You can call Jim Staricha at night and he’ll answer the phone. But if you’ve plunged your truck or car through a crack or pressure ridge in the Lake Mille Lacs ice, he’ll wait until morning to recover your vehicle.
“We stopped going out at night a couple years ago,” Staricha said. “Too dangerous. It’s not worth it.”
Staricha owns a specialized business: In winter, he recovers pickups, cars, four-wheelers, side-by-side ATVs — you name it — from Mille Lacs, which remains one of the state’s most popular cold-weather angling destinations, despite its tight walleye harvest restrictions.
He is, some say, the best at what he does. But don’t expect him and his crew to angle onto Mille Lacs in a blizzard, either, to recover your prized pickup or other vehicle.
He’ll wait until the weather clears. Submitted photos A sport utility vehicle wound up partially submerged after breaking through the Mille Lacs ice.
“It was probably 15 years ago, when we had real winters, that one of my employees and I headed onto the lake to help someone, when the weather turned bad,” Staricha said. “We were in a Toyota pickup and we got stranded on the ice for two days. We played cards to pass the time. I think the other fellow worked the shift for free, because I took all his money.”
Staricha, 58, learned his unique craft by trial and error. A longtime racer of demolition cars (“when I was young I’d race anything”), he owns a salvage business (“you know, a junk yard”) in addition to a house-moving business and a towing outfit, Northland Towing, headquartered in Isle, Minn., hard by the Mille Lacs shoreline.
Years ago, Staricha said, a “couple of old guys used hand winches and come-alongs” to recover vehicles from Mille Lacs.
Figuring there had to be a better way, he built specialty trucks for yanking waterlogged vehicles from the lake bottom. Weight was his primary concern: Anything that wasn’t necessary for the job was discarded.
“We use older trucks, not newer ones,” he said. “Older ones are a lot lighter. We pulled off everything we didn’t need, including the pickup beds and interiors, and built custom winches on them.”
Today, Northland Towing has four such vehicles, each a 1981 model. Already this winter he’s used them to pull 15 trucks and other vehicles from Mille Lacs.
Last week, he and his crew winched a Ford pickup out of Cove Bay on Mille Lacs.
“The ice was honey-combed so it was kind of tricky,” Staricha said. “That was the second time I pulled that particular truck out. The first time was seven years ago. The dad was at the wheel then. This time it was the son.”
Nothing safe, or free
The Department of Natural Resources often says “ice is never completely safe.”
It’s true, Staricha said
“Ice is not concrete,” he said. “There’s lot of stuff that can go wrong. A school of carp in a certain area can reduce ice thickness to 3 inches. Out on the mud flats of Mille Lacs, ice can sometimes run thin. One year we had open water out there the size of a football field. A snowmobiler didn’t see it and went in.”
People who have collision and comprehensive insurance generally are covered if their vehicle goes through the ice. Staricha’s charges, he said, are a bargain compared to what comparable services cost in the Twin Cities.
“If a guy is out here on Mille Lacs and his front wheels are in a crack, I’ll typically charge about $400,” he said. “If the truck is halfway down, it’ll be $1,000 to $1,200. If it’s completely submerged, you’re looking at $5,500 to $6,000.
“It takes me about five hours to pull a truck off the bottom.”
In many instances, recovered vehicles are total losses, in part because the electronics and interiors are trash. This is especially true on Mille Lacs, whose muddy bottom can infiltrate nooks and crannies of vehicles that descend into it. Divers are sometimes needed to hook on a tow cable to a vehicle that is sitting on the bottom in deep water.
To recover a vehicle, Staricha employs two 44-foot-long steel beams measuring 1?foot square. One is placed on each side of the spot where the vehicle went through the ice.
The beams displace the weight of an overhead arch that supports a pulley system with which the submerged truck is lugged upward. Sometimes a cable is attached to the vehicle with a “J hook.” Other times a diver connects the cable to the vehicle’s rear shackle. Most time-consuming is cutting a hole in the ice big enough for the truck or car.
“Using the beams we can recover a full-size truck on ice that is only 6 inches thick,” he said.
Staricha has yanked cars, trucks and ATVs from Upper Red Lake and Lake of the Woods, among other waters, in addition to Mille Lacs. In summer, he is busy pulling boats from lake bottoms, using float tubes.
His biggest accomplishment: a road grader.
“I’ve never had the beams break through the ice,” Staricha said. “I’ve never lost any equipment. And I’ve never walked away from a job.”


**Work to be completed:**
Would you write out each line of the material below exactly, skipping every picture?

---------------

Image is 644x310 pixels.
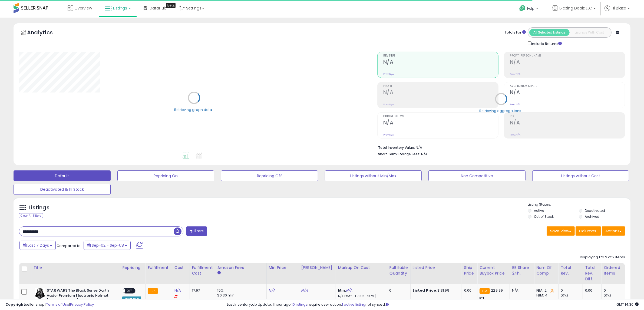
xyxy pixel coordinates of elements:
button: Actions [602,227,625,236]
small: Amazon Fees. [217,271,221,276]
span: OFF [125,289,134,293]
label: Deactivated [585,208,605,213]
div: $131.99 [413,288,458,293]
label: Active [534,208,544,213]
a: Privacy Policy [70,302,94,307]
div: 0 [604,288,626,293]
a: N/A [269,288,275,293]
div: Markup on Cost [338,265,385,271]
i: Get Help [519,5,526,12]
a: N/A [301,288,308,293]
a: Hi Blaze [605,5,630,17]
span: Sep-02 - Sep-08 [92,243,124,248]
div: Include Returns [524,40,568,46]
div: Total Rev. [561,265,581,276]
div: Retrieving graph data.. [174,107,214,112]
div: Fulfillment [148,265,170,271]
img: 41kX+M3d8cL._SL40_.jpg [34,288,46,299]
div: 0.00 [585,288,597,293]
span: Hi Blaze [612,5,626,11]
div: Repricing [122,265,143,271]
a: N/A [175,288,181,293]
div: 0 [561,288,583,293]
div: Title [33,265,118,271]
div: Min Price [269,265,296,271]
div: Amazon Fees [217,265,264,271]
span: Blazing Dealz LLC [559,5,592,11]
a: 1 active listing [342,302,365,307]
div: FBM: 4 [536,293,554,298]
a: Help [515,1,544,17]
div: Clear All Filters [19,213,43,218]
div: Last InventoryLab Update: 1 hour ago, require user action, not synced. [227,303,639,308]
div: BB Share 24h. [512,265,532,276]
p: Listing States: [528,202,630,207]
div: $0.30 min [217,293,262,298]
a: 10 listings [292,302,308,307]
div: 0 [604,298,626,303]
button: Non Competitive [428,171,525,181]
a: N/A [346,288,352,293]
div: 0 [389,288,406,293]
small: (0%) [561,293,568,298]
label: Archived [585,215,600,219]
span: Listings [113,5,127,11]
small: FBA [479,288,490,294]
button: Sep-02 - Sep-08 [84,241,131,250]
div: Fulfillment Cost [192,265,213,276]
button: All Selected Listings [529,29,570,36]
label: Out of Stock [534,215,554,219]
div: Cost [175,265,187,271]
div: Amazon AI [122,297,141,302]
small: (0%) [604,293,611,298]
a: Terms of Use [46,302,69,307]
div: Tooltip anchor [166,3,175,8]
button: Default [14,171,111,181]
span: Compared to: [56,243,81,249]
b: Listed Price: [413,288,437,293]
div: Total Rev. Diff. [585,265,599,282]
div: [PERSON_NAME] [301,265,333,271]
div: Ship Price [464,265,475,276]
div: 15% [217,288,262,293]
span: DataHub [150,5,167,11]
div: Ordered Items [604,265,623,276]
div: 0.00 [464,288,473,293]
button: Filters [186,227,207,236]
span: Columns [579,228,596,234]
div: Current Buybox Price [479,265,508,276]
div: FBA: 2 [536,288,554,293]
div: Displaying 1 to 2 of 2 items [580,255,625,260]
p: N/A Profit [PERSON_NAME] [338,295,383,298]
span: Overview [74,5,92,11]
th: The percentage added to the cost of goods (COGS) that forms the calculator for Min & Max prices. [335,263,387,284]
button: Repricing Off [221,171,318,181]
div: seller snap | | [5,303,94,308]
button: Listings without Min/Max [325,171,422,181]
button: Repricing On [117,171,214,181]
div: 0 [561,298,583,303]
div: Retrieving aggregations.. [479,108,523,113]
button: Save View [547,227,575,236]
span: 229.99 [491,288,503,293]
h5: Analytics [27,29,63,38]
div: Num of Comp. [536,265,556,276]
h5: Listings [29,204,49,212]
div: 17.97 [192,288,211,293]
small: FBA [148,288,158,294]
span: 2025-09-16 14:30 GMT [616,302,639,307]
button: Columns [576,227,601,236]
b: Min: [338,288,346,293]
button: Listings With Cost [569,29,610,36]
div: Listed Price [413,265,459,271]
button: Last 7 Days [19,241,56,250]
strong: Copyright [5,302,25,307]
button: Deactivated & In Stock [14,184,111,195]
span: Help [527,6,535,11]
div: Totals For [505,30,526,35]
button: Listings without Cost [532,171,629,181]
span: Last 7 Days [28,243,49,248]
div: Fulfillable Quantity [389,265,408,276]
div: N/A [512,288,530,293]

---------------

**Exercise answer:**
Image is 644x310 pixels.
xyxy pixel coordinates of elements:
button: Actions [602,227,625,236]
small: Amazon Fees. [217,271,221,276]
span: OFF [125,289,134,293]
label: Deactivated [585,208,605,213]
div: $131.99 [413,288,458,293]
label: Active [534,208,544,213]
a: Privacy Policy [70,302,94,307]
div: 0 [604,288,626,293]
a: N/A [269,288,275,293]
div: Markup on Cost [338,265,385,271]
i: Get Help [519,5,526,12]
a: N/A [301,288,308,293]
a: Hi Blaze [605,5,630,17]
span: Sep-02 - Sep-08 [92,243,124,248]
div: Include Returns [524,40,568,46]
div: Total Rev. [561,265,581,276]
div: Retrieving graph data.. [174,107,214,112]
div: Fulfillment [148,265,170,271]
img: 41kX+M3d8cL._SL40_.jpg [34,288,46,299]
div: 0.00 [585,288,597,293]
span: Hi Blaze [612,5,626,11]
div: Repricing [122,265,143,271]
a: N/A [175,288,181,293]
div: 0 [561,288,583,293]
div: Title [33,265,118,271]
div: Min Price [269,265,296,271]
div: Amazon Fees [217,265,264,271]
span: Blazing Dealz LLC [559,5,592,11]
a: 1 active listing [342,302,365,307]
div: FBM: 4 [536,293,554,298]
a: Help [515,1,544,17]
div: Clear All Filters [19,213,43,218]
div: Last InventoryLab Update: 1 hour ago, require user action, not synced. [227,303,639,308]
div: BB Share 24h. [512,265,532,276]
p: Listing States: [528,202,630,207]
div: $0.30 min [217,293,262,298]
a: 10 listings [292,302,308,307]
div: 0 [604,298,626,303]
button: Non Competitive [428,171,525,181]
a: N/A [346,288,352,293]
div: 0 [389,288,406,293]
small: (0%) [561,293,568,298]
label: Archived [585,215,600,219]
span: Listings [113,5,127,11]
small: FBA [479,288,490,294]
button: Sep-02 - Sep-08 [84,241,131,250]
div: Fulfillment Cost [192,265,213,276]
button: All Selected Listings [529,29,570,36]
label: Out of Stock [534,215,554,219]
div: Cost [175,265,187,271]
div: Amazon AI [122,297,141,302]
small: (0%) [604,293,611,298]
a: Terms of Use [46,302,69,307]
div: Tooltip anchor [166,3,175,8]
button: Default [14,171,111,181]
span: Compared to: [56,243,81,249]
b: Listed Price: [413,288,437,293]
div: Total Rev. Diff. [585,265,599,282]
div: [PERSON_NAME] [301,265,333,271]
div: Ship Price [464,265,475,276]
div: 15% [217,288,262,293]
span: DataHub [150,5,167,11]
div: Ordered Items [604,265,623,276]
div: 0.00 [464,288,473,293]
button: Filters [186,227,207,236]
span: Columns [579,228,596,234]
div: Current Buybox Price [479,265,508,276]
div: FBA: 2 [536,288,554,293]
div: Displaying 1 to 2 of 2 items [580,255,625,260]
p: N/A Profit [PERSON_NAME] [338,295,383,298]
span: Overview [74,5,92,11]
th: The percentage added to the cost of goods (COGS) that forms the calculator for Min & Max prices. [335,263,387,284]
button: Repricing Off [221,171,318,181]
div: seller snap | | [5,303,94,308]
button: Listings without Min/Max [325,171,422,181]
button: Repricing On [117,171,214,181]
div: 0 [561,298,583,303]
div: Retrieving aggregations.. [479,108,523,113]
button: Save View [547,227,575,236]
span: 229.99 [491,288,503,293]
h5: Analytics [27,29,63,38]
div: Num of Comp. [536,265,556,276]
h5: Listings [29,204,49,212]
div: 17.97 [192,288,211,293]
small: FBA [148,288,158,294]
span: 2025-09-16 14:30 GMT [616,302,639,307]
button: Columns [576,227,601,236]
b: Min: [338,288,346,293]
button: Listings With Cost [569,29,610,36]
div: Listed Price [413,265,459,271]
button: Last 7 Days [19,241,56,250]
strong: Copyright [5,302,25,307]
button: Deactivated & In Stock [14,184,111,195]
span: Help [527,6,535,11]
div: Totals For [505,30,526,35]
button: Listings without Cost [532,171,629,181]
span: Last 7 Days [28,243,49,248]
div: Fulfillable Quantity [389,265,408,276]
div: N/A [512,288,530,293]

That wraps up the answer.